The WKA didn't go into great detail about the meaning of NBC at all. NBC is only mentioned about 5 or 6 times and the last time it is mentioned is when the court affirmed the Minor definition of NBC: all children born in the country to parents who were its citizens. Then, thanks to YOU, we learned that the Supreme Court affirmed in 1913 in Luria v. United States that Minor and NOT WKA was the legal precedent for Art. II eligibiliity.
“The WKA didn’t go into great detail about the meaning of NBC at all. NBC is only mentioned about 5 or 6 times and the last time it is mentioned is when the court affirmed the Minor definition of NBC: all children born in the country to parents who were its citizens.”
Which is proof you are nuts. No sane person reads WKA and concludes they didn’t address the meaning of NBC. Nor will any court ever descend to that level of nuttiness.
Here is a link to the NBC decision, so anyone who wants to read it for themselves can:
http://www.law.cornell.edu/supct/html/historics/USSC_CR_0169_0649_ZO.html
Also see:
page 382
And the Appellant’s brief to the Supreme Court:
http://www.scribd.com/doc/23965360/Wong-Kim-Ark-US-v-169-US-649-1898-Appellants-Brief-USA
Luria:
“The case was heard upon an agreed statement and some accompanying papers, from all of which it indubitably appeared that Luria was born in Wilna, Russia, in 1865 or 1868,
and came to New York in 1888; that he entered a medical college of that city the next year and was graduated therefrom in 1893;
that he applied for and procured the certificate of citizenship in July, 1894;
that, in the following month, he sought and obtained a passport from the Department of State, and in November left the United States for the Transvaal, South Africa, arriving in December; that from that time to the date of the hearing, in December, 1910, he resided and practiced his profession in South Africa; that he joined the South African Medical Association and served in the Boer war;
that his only return to the United States was for four or five months in 1907, for the temporary purpose of taking a postgraduate course in a medical school in New York, and that, when entering that school, he gave as his address, Johannesburg, South Africa.”
That has nothing to do with Obama or birthers.
They only cite Minor to say:
“Under our Constitution, a naturalized citizen stands on an equal footing with the native citizen in all respects save that of eligibility to the Presidency.”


> **PROBLEM DESCRIPTION**
From the line that has "Image size is" down to the last line of the data below, set down every line exactly, but none of the pictures.

(Records from a data source)
-- -- --
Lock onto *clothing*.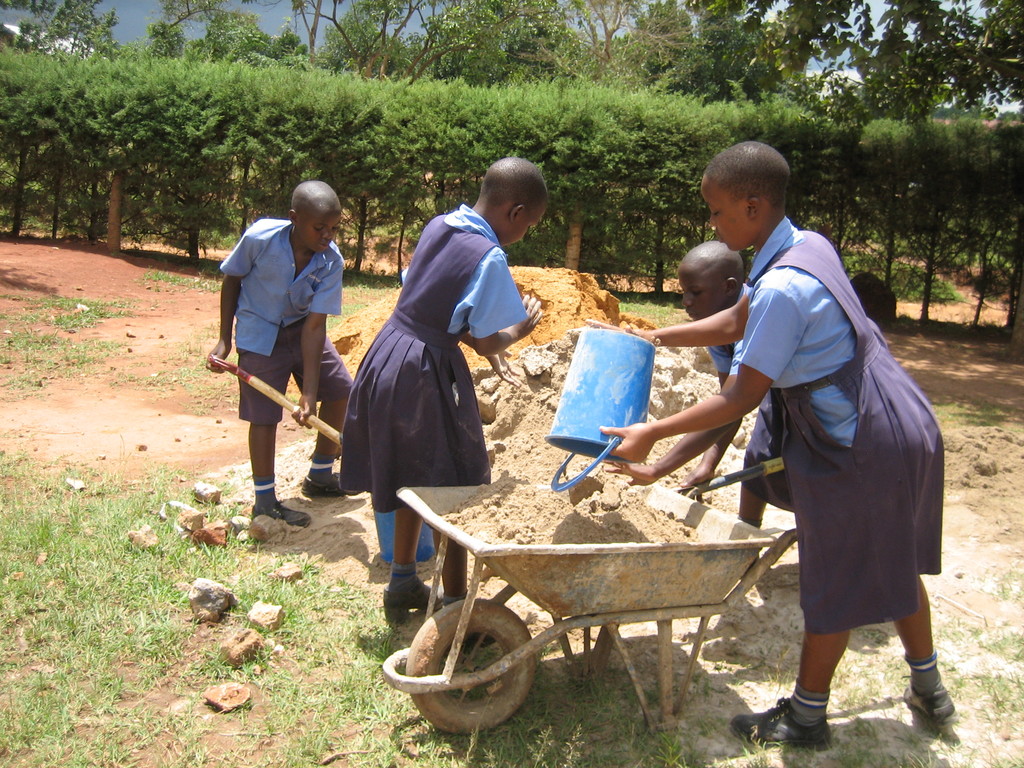
Locked: bbox=[221, 200, 341, 474].
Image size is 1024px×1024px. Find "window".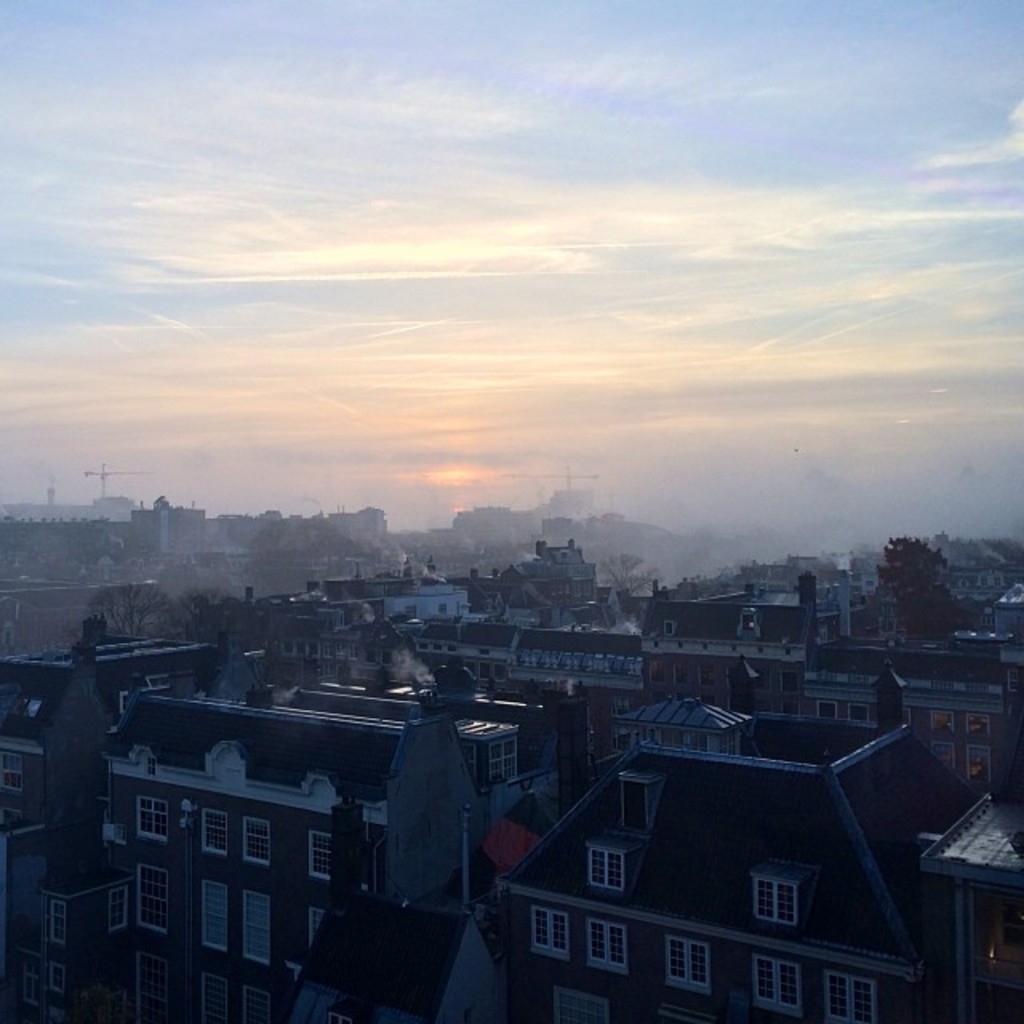
<bbox>101, 883, 138, 928</bbox>.
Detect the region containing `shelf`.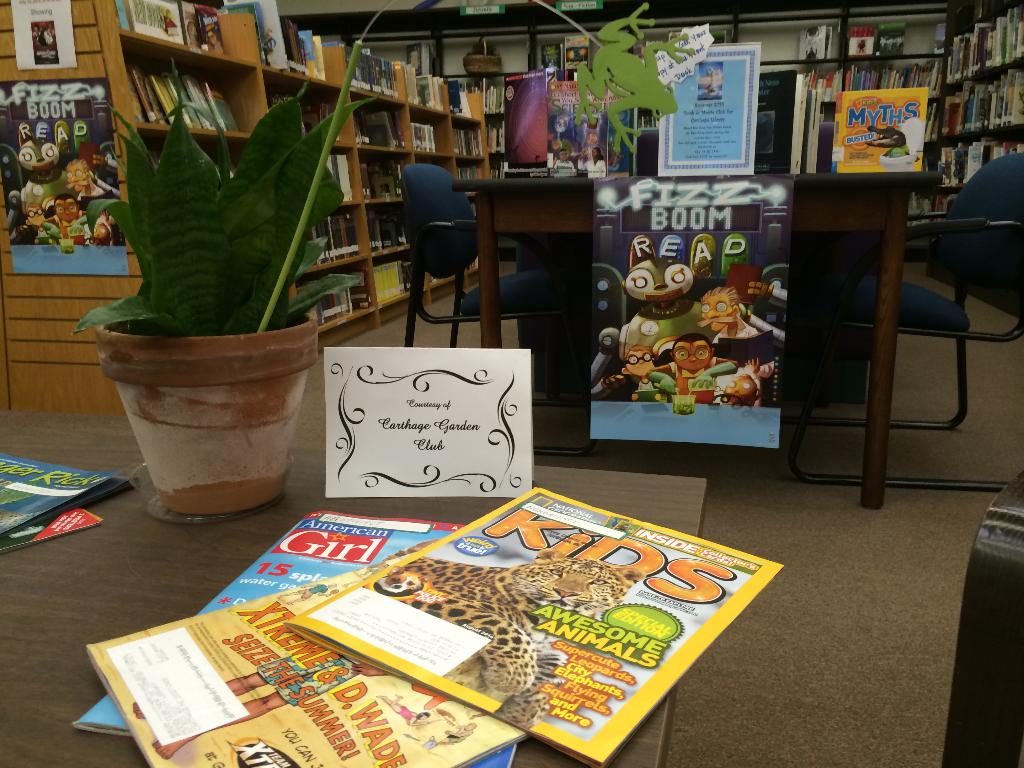
(812, 0, 1023, 269).
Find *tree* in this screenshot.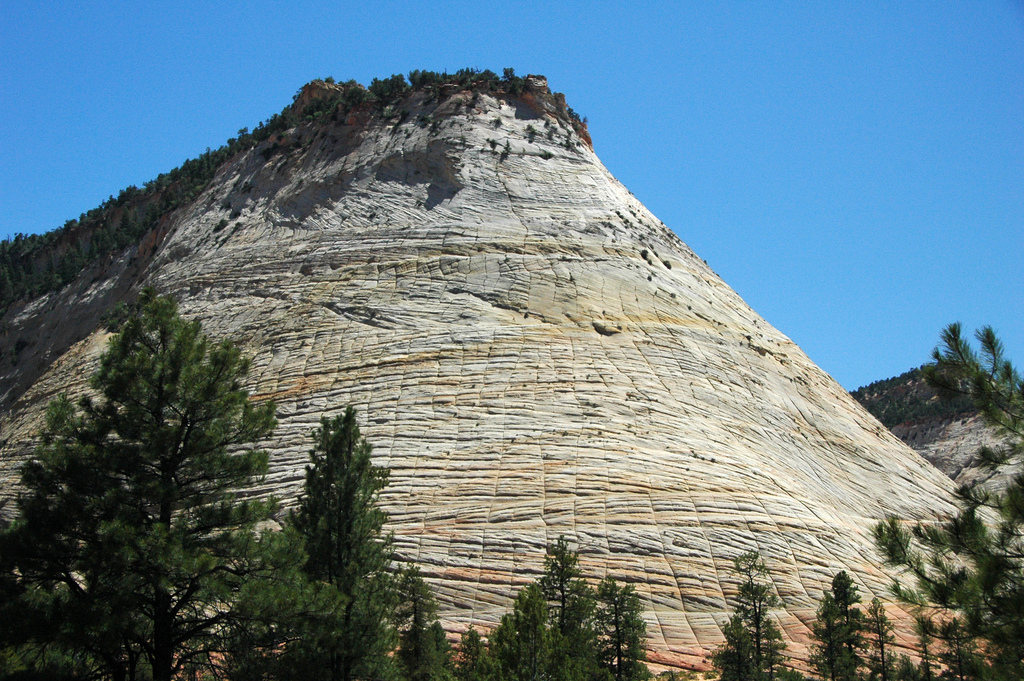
-- -- --
> **OUTPUT OF THE EXERCISE**
Image size is 1024px×1024px. Find "window".
<bbox>101, 883, 138, 928</bbox>.
Detect the region containing `shelf`.
(812, 0, 1023, 269).
Find *tree* in this screenshot.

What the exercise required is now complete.